The time is now: Why government can’t put off modernization

 

Connecting state and local government leaders

To meet the functional demands of a remote workforce and ensure that the proper technology is in place to support services that drive mission success, agencies must move off their legacy infrastructure.

In the last year, disruption has served as the main driver of change, and organizations and IT leaders have been challenged in more ways than many ever imagined. Between meeting the functional demands of a global remote workforce that essentially appeared overnight and ensuring that the proper technology and solutions are in place to support operations and services that drive mission success, the growing need for new strategies and accelerated transformation has been felt industrywide.

For the government sector in particular, the pressure to modernize has grown. At the onset of COVID-19 in the U.S., many state unemployment insurance systems met their match when the wave of claims crashed legacy systems running decades-old coding languages. Even months later in December 2020, upwards of 15,000 Vermont citizens received their unemployment checks late due to a technical error caused by their mainframes.

The Biden administration planned to take action right away. In his relief proposal, the president emphasized the need to “launch the most ambitious effort ever to modernize and secure federal IT and networks,” including expanding and improving the Technology Modernization Fund. The $9 billion TMF investment would have helped launch new IT and cybersecurity shared services for the Cyber Security and Information Security Agency and the General Services Administration as well as complete modernization projects at federal agencies, but it was recently pulled out of the COVID relief package.

Meanwhile, to help staff up, the new administration’s White House website included a “digital Easter egg,” calling for technology workers to help support modernization efforts by applying for the U.S. Digital Service, a technology unit within the White House. All are steps in the right direction for change.

Until now, many agencies have avoided the time, resources, cost and risk that come with transformation and have instead chosen to keep the status quo -- especially as it relates to application or mainframe modernization. In some ways, it’s understandable: These systems and the resources supporting them are complex and highly intertwined with core business operations and processes.

Still, several of the 10 most critical legacy systems in need of modernization “use outdated languages, have unsupported hardware and software, and are operating with known security vulnerabilities,” according to a 2019 Government Accountability Office report. The GAO findings also showed that a staggering 80% of the government’s $90 billion IT budget was spent on maintaining existing technology, including legacy systems.

Given these findings, and in the face of recent events, it’s increasingly clear that agencies and governing bodies must make a critical assessment of all facets of their outdated systems to address today’s issues -- and the foundational infrastructure is no exception to those broader goals.

Pandemic or not, the fact is that maintaining legacy systems will become increasingly difficult down the line amid challenges of diminishing talent, increased application development backlogs and money required for licensing.

According to GAO, “successful” IT modernization initiatives transform legacy code to modern programming languages and move legacy software to the cloud, ultimately contributing to improved savings. In fact, certain workloads run in a Federal Risk and Authorization Management Program-compliant cloud environment have been shown to require 8-12% of the expense of those run in a mainframe. Modernization could potentially save organizations $31 million if they upgrade the most urgent aspects of their legacy systems overall, according to the 2020 Mainframe Modernization Business Barometer Report.

One of the biggest hurdles for government today is the expedited timelines. Projects that once took years -- or even a decade in some cases -- to complete are now truncated into much shorter windows to quickly meet demand. It will therefore be especially important agencies conduct deep assessments and get their strategies air-tight before embarking on their transformation journeys.

While there are several modernization options to choose from (rehosting, rewriting, system replacement and automated refactoring), and certainly no one-size-fits all solution, automated refactoring is often the fastest, most cost-effective and safest route for government agencies. By leveraging IT experts and specialized tools to migrate systems’ procedural code bases to modern, object-oriented languages, automated refactoring effectively alleviates agencies’ reliance on the legacy infrastructure, databases and application code that supports them, thus enabling rapid migration to the cloud or cloud-ready application stacks.

For decades, the public sector has played catch-up with innovation, but in today’s challenging landscape, pushing off app modernization, digital transformation and security enhancements will only end in failure for many agencies, negatively impacting constituents. For agencies that expect to realize immediate and future success, the time to act is now.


→ PROBLEM DETAILS
Would you please copy every line below that includes the string "pacific"?

Top of DATA PROVIDED

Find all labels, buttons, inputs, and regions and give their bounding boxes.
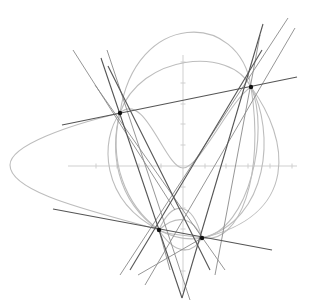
base-point-p2	[249, 85, 253, 89]
base-point-p4	[200, 236, 204, 240]
base-point-p1	[118, 111, 122, 115]
conic-diagram-canvas	[0, 0, 310, 307]
conic-diagram	[0, 0, 310, 307]
base-point-p3	[157, 228, 161, 232]
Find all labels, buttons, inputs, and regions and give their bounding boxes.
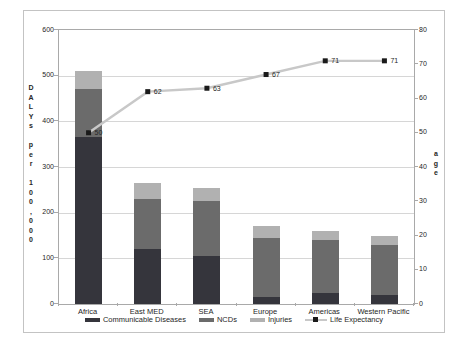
life-expectancy-marker-icon xyxy=(313,317,318,322)
legend-label-ncds: NCDs xyxy=(217,315,237,324)
left-axis-tick-0: 0 xyxy=(30,300,54,307)
left-axis-tickmark-100 xyxy=(54,257,58,258)
ncds-swatch xyxy=(199,318,214,322)
x-axis-tickmark-1 xyxy=(117,303,118,306)
legend-label-injuries: Injuries xyxy=(268,315,292,324)
left-axis-tickmark-300 xyxy=(54,166,58,167)
right-axis-tickmark-80 xyxy=(414,29,418,30)
right-axis-tick-0: 0 xyxy=(419,300,423,307)
left-axis-tick-400: 400 xyxy=(30,117,54,124)
x-axis-tickmark-4 xyxy=(295,303,296,306)
life-expectancy-line-swatch xyxy=(305,319,327,321)
life-expectancy-marker-africa xyxy=(86,130,91,135)
left-axis-tickmark-500 xyxy=(54,75,58,76)
life-expectancy-label-europe: 67 xyxy=(272,71,280,78)
right-axis-tickmark-10 xyxy=(414,269,418,270)
left-axis-tickmark-400 xyxy=(54,120,58,121)
right-axis-tick-20: 20 xyxy=(419,231,427,238)
legend-label-life-expectancy: Life Expectancy xyxy=(330,315,383,324)
legend-item-life-expectancy: Life Expectancy xyxy=(305,315,383,324)
right-axis-tickmark-30 xyxy=(414,200,418,201)
life-expectancy-line: 506263677171 xyxy=(59,30,414,304)
left-axis-tick-500: 500 xyxy=(30,71,54,78)
legend-item-ncds: NCDs xyxy=(199,315,237,324)
right-axis-tickmark-20 xyxy=(414,235,418,236)
left-axis-tickmark-200 xyxy=(54,212,58,213)
legend-item-injuries: Injuries xyxy=(250,315,292,324)
right-axis-tick-50: 50 xyxy=(419,128,427,135)
left-axis-tick-100: 100 xyxy=(30,254,54,261)
x-axis-tickmark-0 xyxy=(58,303,59,306)
life-expectancy-label-africa: 50 xyxy=(95,129,103,136)
legend: Communicable Diseases NCDs Injuries Life… xyxy=(24,315,444,324)
life-expectancy-marker-east-med xyxy=(145,89,150,94)
left-axis-tick-200: 200 xyxy=(30,208,54,215)
legend-item-communicable-diseases: Communicable Diseases xyxy=(85,315,186,324)
right-axis-tick-80: 80 xyxy=(419,26,427,33)
life-expectancy-marker-sea xyxy=(204,86,209,91)
injuries-swatch xyxy=(250,318,265,322)
x-axis-tickmark-5 xyxy=(354,303,355,306)
right-axis-tick-40: 40 xyxy=(419,163,427,170)
life-expectancy-marker-europe xyxy=(264,72,269,77)
x-axis-tickmark-6 xyxy=(413,303,414,306)
life-expectancy-marker-western-pacific xyxy=(382,58,387,63)
plot-area: 506263677171 xyxy=(58,29,415,305)
x-axis-tickmark-3 xyxy=(236,303,237,306)
left-axis-tickmark-600 xyxy=(54,29,58,30)
right-axis-tick-30: 30 xyxy=(419,197,427,204)
right-axis-tick-10: 10 xyxy=(419,265,427,272)
life-expectancy-label-americas: 71 xyxy=(331,57,339,64)
communicable-diseases-swatch xyxy=(85,318,100,322)
life-expectancy-label-sea: 63 xyxy=(213,85,221,92)
left-axis-tick-600: 600 xyxy=(30,26,54,33)
right-axis-tick-60: 60 xyxy=(419,94,427,101)
left-axis-tick-300: 300 xyxy=(30,163,54,170)
chart-figure: 506263677171 DALYs per 100,000 age 01002… xyxy=(23,10,445,333)
life-expectancy-marker-americas xyxy=(323,58,328,63)
x-axis-tickmark-2 xyxy=(176,303,177,306)
chart-screenshot: 506263677171 DALYs per 100,000 age 01002… xyxy=(0,0,462,352)
life-expectancy-label-east-med: 62 xyxy=(154,88,162,95)
right-axis-tickmark-70 xyxy=(414,63,418,64)
legend-label-communicable-diseases: Communicable Diseases xyxy=(103,315,186,324)
right-axis-tickmark-50 xyxy=(414,132,418,133)
right-axis-tick-70: 70 xyxy=(419,60,427,67)
right-axis-title: age xyxy=(430,149,442,178)
life-expectancy-label-western-pacific: 71 xyxy=(390,57,398,64)
right-axis-tickmark-40 xyxy=(414,166,418,167)
right-axis-tickmark-60 xyxy=(414,98,418,99)
right-axis-tickmark-0 xyxy=(414,303,418,304)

Bottom of DATA PROVIDED

→ EXERCISE SOLUTION
life-expectancy-marker-western-pacific xyxy=(382,58,387,63)
life-expectancy-label-western-pacific: 71 xyxy=(390,57,398,64)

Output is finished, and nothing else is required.